EU to compete with the US in the mobile cloud market
A €7m research project, Optimis, has just launched
EU funds Flexiant's mobile cloud compute test bed
The European Union is to provide €7m (£5.8m) in funding for a mobile cloud computing initiative that will see it competing with the US in this arena.
The funding comes from the recently upgraded Seventh Framework Programme (FP7) which is the largest funding and research programme in the world and has an ICT element of €1.2bn.
Called Project Optimis, the three-year programme will aim to develop cloud-based mobile applications across the EU and will see a number of mobile operators and vendors involved, including Ericsson, Nokia and Orange. Among the other partners are technology services firm Atos Origin, UK telco BT, German enterprise software giant SAP, Spanish telco Telefónica and a little-known company called Flexiant.
Based just outside Edinburgh, Flexiant’s contribution to the project will be its Extility software technology platform.
Flexiant founder Tony Lucas said: “we were asked by the main organiser of the initiative, Telefónica, to provide part of the infrastructure service used by the project.” He explained that one of the main drivers for the project was to develop an infrastructure to enable the EU to compete with the US, which currently offers more advanced cloud services.
“We are trying to build a configurable, flexible platform-as-a-service layer that would fit on top of the multiple infrastructures of service providers,” added Lucas.
“This would allow them to build scalable applications,” he said.
Extility is a software platform designed to fit over a hosting platform, offering customers a flexible, scaleable cloud computing service.
FP7 recently announced an extra €6.4bn in funding, taking the ICT element of the programme to €1.2bn.
About €600m of the ICT cash is earmarked for technology, including next-generation network and service infrastructures such as cloud computing.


■ **Task**
Provide an exact copy of the lines from the beginning of the records through the line that includes "Task: Click on the span: License", and of no others.

Extracted records:
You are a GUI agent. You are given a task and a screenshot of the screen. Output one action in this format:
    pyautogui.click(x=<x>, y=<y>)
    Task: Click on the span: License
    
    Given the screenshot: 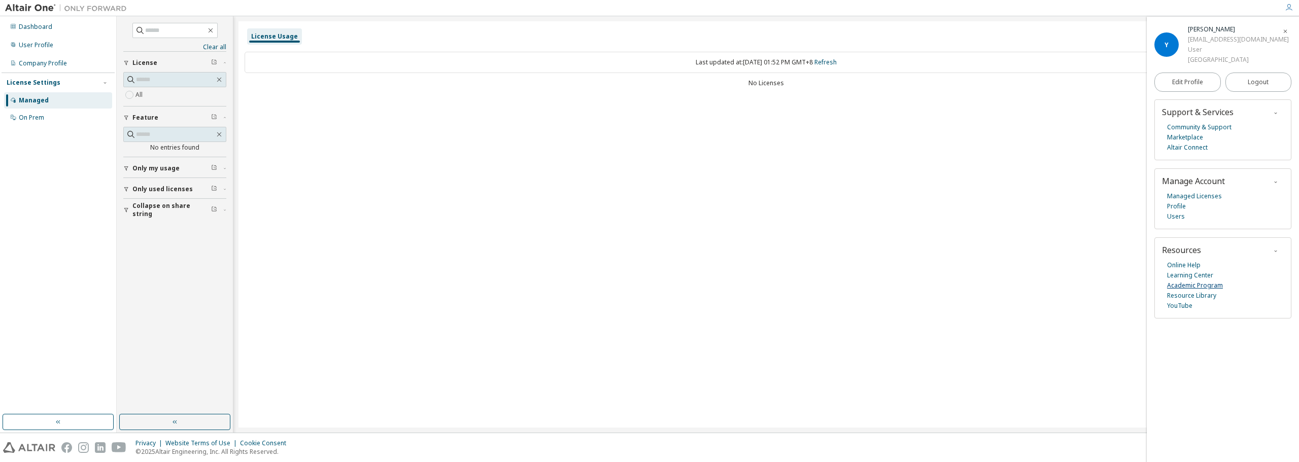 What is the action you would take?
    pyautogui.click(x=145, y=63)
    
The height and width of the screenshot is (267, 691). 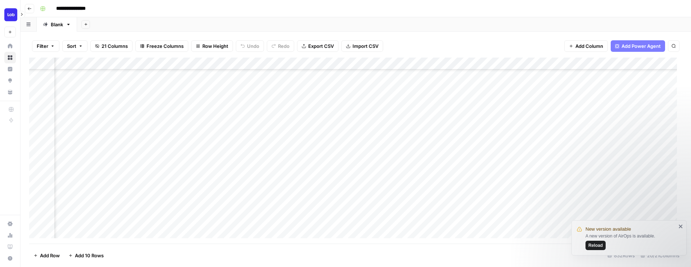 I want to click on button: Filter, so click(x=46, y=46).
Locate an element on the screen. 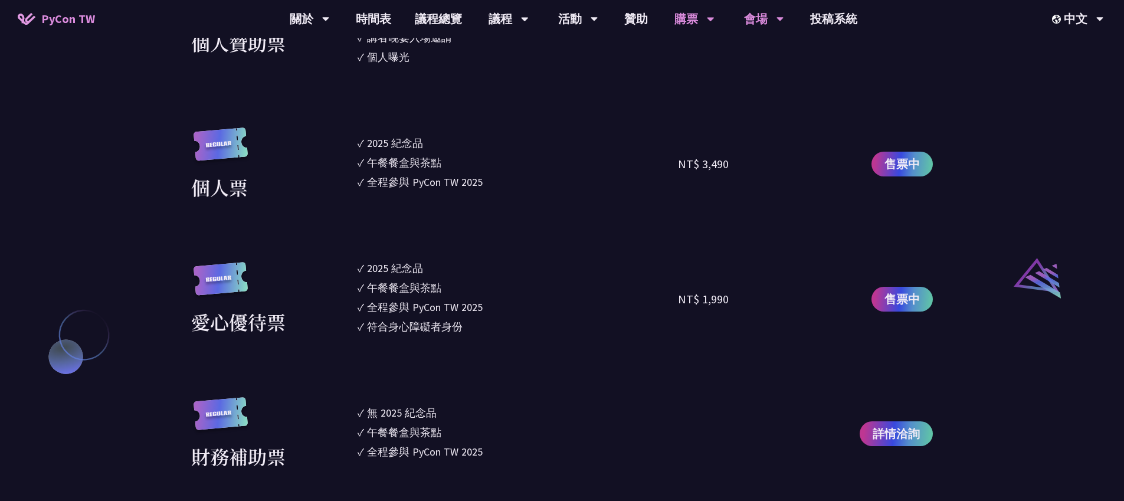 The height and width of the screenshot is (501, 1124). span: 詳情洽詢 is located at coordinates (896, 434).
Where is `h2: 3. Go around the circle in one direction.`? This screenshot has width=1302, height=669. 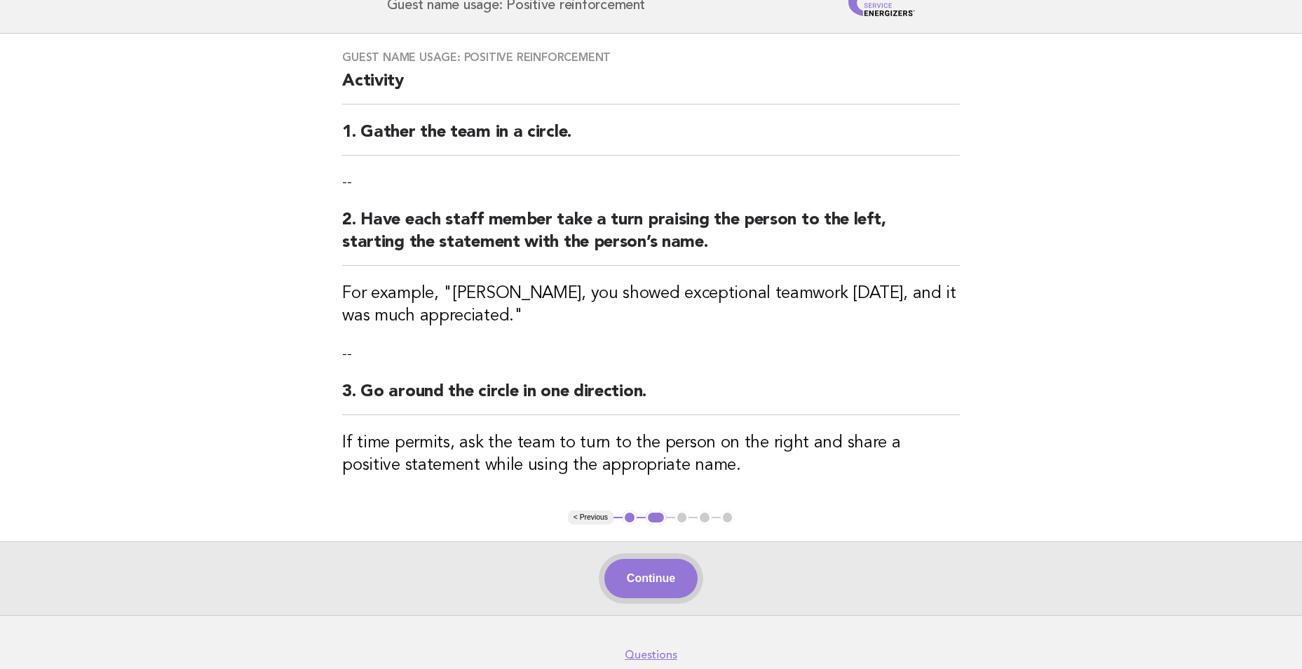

■ **Exercise solution**
You are a GUI agent. You are given a task and a screenshot of the screen. Output one action in this format:
    pyautogui.click(x=<x>, y=<y>)
    Task: Click on the span: License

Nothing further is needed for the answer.